Appropriated from LIFE magazine by the fashion brand Benneton for a print ad in 1991, the startling image beamed on to the screen depicts gay activist, David Kirby laying dying of complications from AIDS. His agonizing family surrounds him.

The prof goes on about the photo’s composition, referencing dying Christ, or pieta in art history speak. But curiously to me at the time, he didn’t utter the word AIDS.

Which hardly mattered as I melted deeper into my seat—flushed with fresh fear.

Friends and I would continue to question why not a peep about AIDS? Nor a single comment about the campaign's audacious Christ metaphor. Which, according to Benneton was designed to expose society’s callous indifference toward the epidemic, like much of the shockvertising of the era sought to do.

Instead, it mostly triggered backlash and outrage among HIV/AIDS activists.
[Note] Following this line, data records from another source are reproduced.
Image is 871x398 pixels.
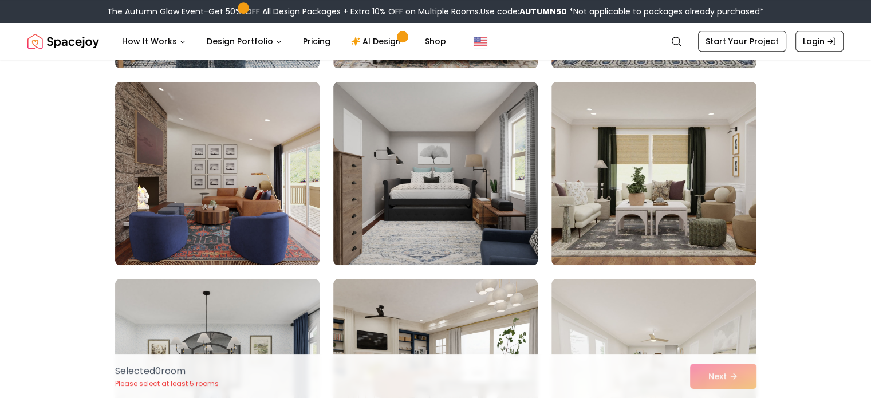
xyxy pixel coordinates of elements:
[113,30,455,53] nav: Main
[333,82,538,265] img: Room room-20
[795,31,844,52] a: Login
[27,30,99,53] a: Spacejoy
[107,6,764,17] div: The Autumn Glow Event-Get 50% OFF All Design Packages + Extra 10% OFF on Multiple Rooms.
[27,30,99,53] img: Spacejoy Logo
[294,30,340,53] a: Pricing
[480,6,567,17] span: Use code:
[115,82,320,265] img: Room room-19
[115,379,219,388] p: Please select at least 5 rooms
[342,30,413,53] a: AI Design
[115,364,219,378] p: Selected 0 room
[416,30,455,53] a: Shop
[519,6,567,17] b: AUTUMN50
[27,23,844,60] nav: Global
[698,31,786,52] a: Start Your Project
[567,6,764,17] span: *Not applicable to packages already purchased*
[474,34,487,48] img: United States
[113,30,195,53] button: How It Works
[198,30,291,53] button: Design Portfolio
[552,82,756,265] img: Room room-21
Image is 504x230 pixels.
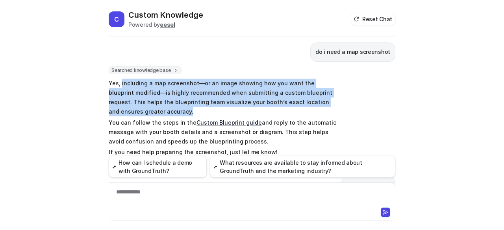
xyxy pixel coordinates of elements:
p: You can follow the steps in the and reply to the automatic message with your booth details and a ... [109,118,339,147]
button: Reset Chat [351,13,396,25]
h2: Custom Knowledge [128,9,203,20]
p: Yes, including a map screenshot—or an image showing how you want the blueprint modified—is highly... [109,79,339,117]
span: C [109,11,124,27]
button: How can I schedule a demo with GroundTruth? [109,156,207,178]
button: What resources are available to stay informed about GroundTruth and the marketing industry? [210,156,396,178]
span: Searched knowledge base [109,67,182,74]
div: Powered by [128,20,203,29]
p: do i need a map screenshot [316,47,390,57]
a: Custom Blueprint guide [197,119,262,126]
b: eesel [160,21,175,28]
p: If you need help preparing the screenshot, just let me know! [109,148,339,157]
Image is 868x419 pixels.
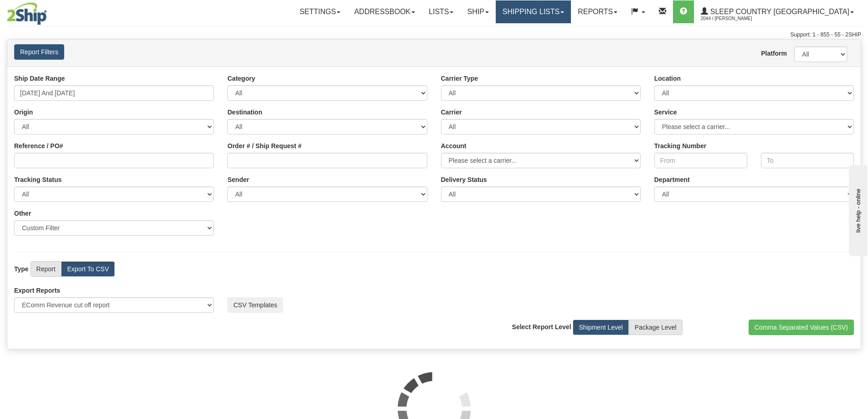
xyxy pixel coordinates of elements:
[7,8,84,14] div: live help - online
[14,108,33,117] label: Origin
[629,320,683,335] label: Package Level
[14,74,65,83] label: Ship Date Range
[14,286,60,295] label: Export Reports
[61,261,115,277] label: Export To CSV
[14,44,64,60] button: Report Filters
[441,108,462,117] label: Carrier
[7,2,47,25] img: logo2044.jpg
[228,141,302,150] label: Order # / Ship Request #
[708,8,850,15] span: Sleep Country [GEOGRAPHIC_DATA]
[654,74,681,83] label: Location
[496,1,571,24] a: Shipping lists
[460,1,495,24] a: Ship
[701,14,769,24] span: 2044 / [PERSON_NAME]
[228,74,255,83] label: Category
[694,1,861,24] a: Sleep Country [GEOGRAPHIC_DATA] 2044 / [PERSON_NAME]
[14,141,63,150] label: Reference / PO#
[761,153,854,168] input: To
[441,74,478,83] label: Carrier Type
[441,175,487,184] label: Please ensure data set in report has been RECENTLY tracked from your Shipment History
[571,1,624,24] a: Reports
[228,108,262,117] label: Destination
[573,320,629,335] label: Shipment Level
[14,265,29,274] label: Type
[292,1,347,24] a: Settings
[228,175,249,184] label: Sender
[654,175,690,184] label: Department
[847,163,867,256] iframe: chat widget
[7,31,861,39] div: Support: 1 - 855 - 55 - 2SHIP
[228,297,283,313] button: CSV Templates
[422,1,460,24] a: Lists
[749,320,854,335] button: Comma Separated Values (CSV)
[654,153,747,168] input: From
[30,261,61,277] label: Report
[512,323,572,332] label: Select Report Level
[761,49,780,58] label: Platform
[654,141,706,150] label: Tracking Number
[347,1,422,24] a: Addressbook
[441,187,640,202] select: Please ensure data set in report has been RECENTLY tracked from your Shipment History
[654,108,677,117] label: Service
[14,209,31,218] label: Other
[14,175,61,184] label: Tracking Status
[441,141,467,150] label: Account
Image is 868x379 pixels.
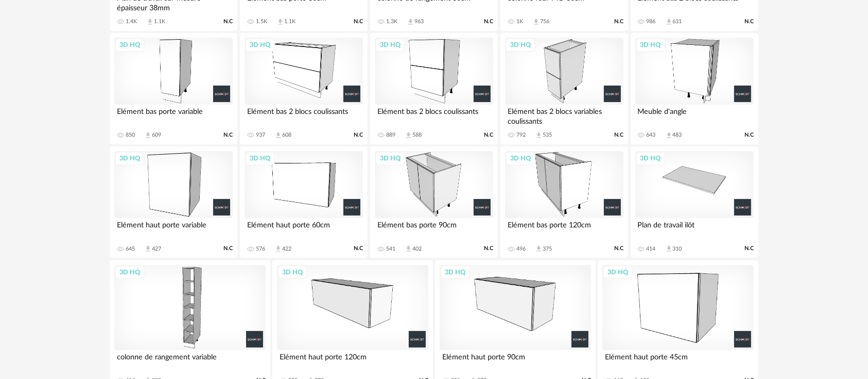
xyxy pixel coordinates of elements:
div: 3D HQ [603,265,633,279]
div: 1.4K [126,18,137,25]
span: Download icon [665,245,673,252]
div: 986 [647,18,656,25]
div: 937 [256,131,265,139]
div: 3D HQ [115,38,145,51]
span: Download icon [535,245,542,252]
div: 3D HQ [245,38,275,51]
span: N.C [223,18,232,25]
div: 631 [673,18,682,25]
div: 422 [282,245,292,252]
span: N.C [354,245,363,252]
div: 535 [542,131,552,139]
div: 889 [386,131,395,139]
a: 3D HQ Elément bas porte 120cm 496 Download icon 375 N.C [501,146,628,257]
span: N.C [484,18,493,25]
a: 3D HQ Elément bas porte variable 850 Download icon 609 N.C [110,33,237,144]
div: Elément haut porte 60cm [245,218,363,239]
div: colonne de rangement variable [114,350,266,370]
div: Meuble d'angle [635,104,753,125]
span: Download icon [144,131,152,139]
span: Download icon [532,18,540,26]
div: 3D HQ [375,151,405,165]
div: Elément bas 2 blocs coulissants [245,104,363,125]
div: 643 [647,131,656,139]
div: 310 [673,245,682,252]
div: 427 [152,245,161,252]
span: N.C [484,131,493,139]
span: Download icon [144,245,152,252]
div: 850 [126,131,135,139]
a: 3D HQ Plan de travail ilôt 414 Download icon 310 N.C [631,146,758,257]
span: Download icon [535,131,542,139]
div: 588 [412,131,422,139]
div: 608 [282,131,292,139]
span: Download icon [665,131,673,139]
div: Elément haut porte variable [114,218,232,239]
div: 496 [516,245,525,252]
div: 3D HQ [115,151,145,165]
div: 3D HQ [506,38,535,51]
div: Elément haut porte 90cm [440,350,591,370]
span: Download icon [404,131,412,139]
span: Download icon [404,245,412,252]
div: 3D HQ [440,265,470,279]
div: Elément haut porte 45cm [602,350,753,370]
div: 792 [516,131,525,139]
span: N.C [744,245,753,252]
div: 1.5K [256,18,267,25]
div: 3D HQ [506,151,535,165]
div: 3D HQ [115,265,145,279]
a: 3D HQ Elément bas 2 blocs coulissants 937 Download icon 608 N.C [240,33,367,144]
span: Download icon [146,18,154,26]
div: 1.1K [284,18,295,25]
a: 3D HQ Elément bas 2 blocs coulissants 889 Download icon 588 N.C [370,33,497,144]
div: Elément bas 2 blocs coulissants [375,104,493,125]
div: 375 [542,245,552,252]
span: N.C [744,131,753,139]
span: Download icon [665,18,673,26]
span: N.C [223,245,232,252]
span: Download icon [274,131,282,139]
div: 1.3K [386,18,398,25]
span: Download icon [274,245,282,252]
div: 3D HQ [636,151,666,165]
div: Plan de travail ilôt [635,218,753,239]
div: 541 [386,245,395,252]
div: Elément bas porte 90cm [375,218,493,239]
div: 3D HQ [636,38,666,51]
div: 645 [126,245,135,252]
div: 3D HQ [277,265,307,279]
span: Download icon [407,18,414,26]
div: 963 [414,18,424,25]
div: 756 [540,18,549,25]
div: 609 [152,131,161,139]
span: N.C [614,18,623,25]
div: 3D HQ [375,38,405,51]
span: N.C [354,18,363,25]
a: 3D HQ Elément bas porte 90cm 541 Download icon 402 N.C [370,146,497,257]
span: N.C [744,18,753,25]
div: Elément haut porte 120cm [277,350,428,370]
div: 402 [412,245,422,252]
div: 3D HQ [245,151,275,165]
div: 483 [673,131,682,139]
a: 3D HQ Elément bas 2 blocs variables coulissants 792 Download icon 535 N.C [501,33,628,144]
span: Download icon [276,18,284,26]
span: N.C [223,131,232,139]
a: 3D HQ Meuble d'angle 643 Download icon 483 N.C [631,33,758,144]
a: 3D HQ Elément haut porte variable 645 Download icon 427 N.C [110,146,237,257]
div: 576 [256,245,265,252]
div: Elément bas porte variable [114,104,232,125]
span: N.C [614,245,623,252]
div: 414 [647,245,656,252]
div: Elément bas 2 blocs variables coulissants [505,104,623,125]
a: 3D HQ Elément haut porte 60cm 576 Download icon 422 N.C [240,146,367,257]
div: 1K [516,18,523,25]
div: 1.1K [154,18,165,25]
div: Elément bas porte 120cm [505,218,623,239]
span: N.C [484,245,493,252]
span: N.C [354,131,363,139]
span: N.C [614,131,623,139]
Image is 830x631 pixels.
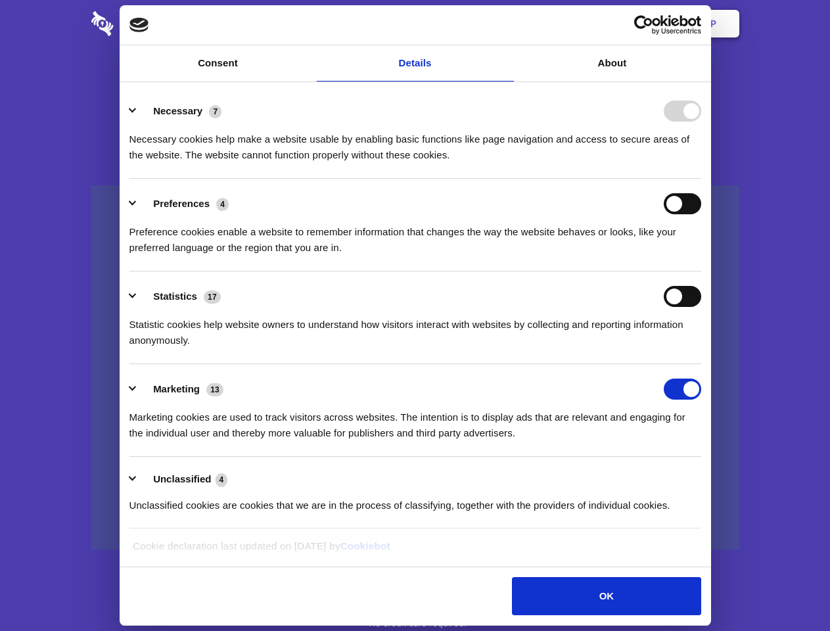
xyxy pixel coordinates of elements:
span: 17 [204,291,221,304]
label: Statistics [153,291,197,302]
a: Consent [120,45,317,82]
span: 13 [206,383,223,396]
div: Cookie declaration last updated on [DATE] by [123,538,707,564]
button: Necessary (7) [129,101,230,122]
span: 4 [216,198,229,211]
div: Unclassified cookies are cookies that we are in the process of classifying, together with the pro... [129,488,701,513]
span: 4 [216,473,228,486]
label: Marketing [153,383,200,394]
a: Cookiebot [340,540,390,551]
span: 7 [209,105,222,118]
button: OK [512,577,701,615]
a: Login [596,3,653,44]
a: About [514,45,711,82]
h4: Auto-redaction of sensitive data, encrypted data sharing and self-destructing private chats. Shar... [91,120,739,163]
a: Contact [533,3,594,44]
div: Marketing cookies are used to track visitors across websites. The intention is to display ads tha... [129,400,701,441]
div: Statistic cookies help website owners to understand how visitors interact with websites by collec... [129,307,701,348]
a: Wistia video thumbnail [91,185,739,550]
label: Necessary [153,105,202,116]
div: Necessary cookies help make a website usable by enabling basic functions like page navigation and... [129,122,701,163]
button: Marketing (13) [129,379,232,400]
img: logo [129,18,149,32]
a: Usercentrics Cookiebot - opens in a new window [586,15,701,35]
a: Details [317,45,514,82]
button: Preferences (4) [129,193,237,214]
button: Statistics (17) [129,286,229,307]
button: Unclassified (4) [129,471,236,488]
h1: Eliminate Slack Data Loss. [91,59,739,106]
label: Preferences [153,198,210,209]
div: Preference cookies enable a website to remember information that changes the way the website beha... [129,214,701,256]
img: logo-wordmark-white-trans-d4663122ce5f474addd5e946df7df03e33cb6a1c49d2221995e7729f52c070b2.svg [91,11,204,36]
iframe: Drift Widget Chat Controller [764,565,814,615]
a: Pricing [386,3,443,44]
Activists argued this approach spread fear of sufferers, and commoditized suffering. In turn fuelling misinformation, even disinformation, and widespread fear—which always festers in the form of stigma and discrimination (the current, true-to-life British television drama serial, It's a Sin, brings this insidious cycle to painful life during the most brutal period of the epidemic).

Benetton campaigns, early 1990's

But Kirby’s father flips the thinking here. “Benneton is not using us, we’re using Benetton… If that photograph helps someone then it’s worth whatever pressure we have to go through,” he insisted publicly at the time.

...if this plague didn’t literally kill me, living in perpetual terror of it would.

I grew up conservative and privileged. As a white male student my big toe barely poked out the closet door. Suddenly, the prospect of getting the gay disease drove the shame of just being gay (tattooed early on every gay man’s DNA) even deeper. Still, I reasoned, if this plague didn’t literally kill me, living in perpetual terror of it would.

So, for me, the world’s first public advertising campaign to address AIDS worked. Through the ad’s agonizing (if manipulative) photograph, I connected to a stranger’s intense experience. Which jolted me to get my first HIV test.

Whether an advertising image (typically about selling and consumerism) or as art (about revealing, usually aligned with culture), both have the ability to convey an emotion or thought, intentionally or not. Science proves that at least two-thirds of all stimuli reach the brain visually. So although human thought is neither words nor visual images, the act of thinking (or feeling) feels naturally closer to something visual versus spoken or written.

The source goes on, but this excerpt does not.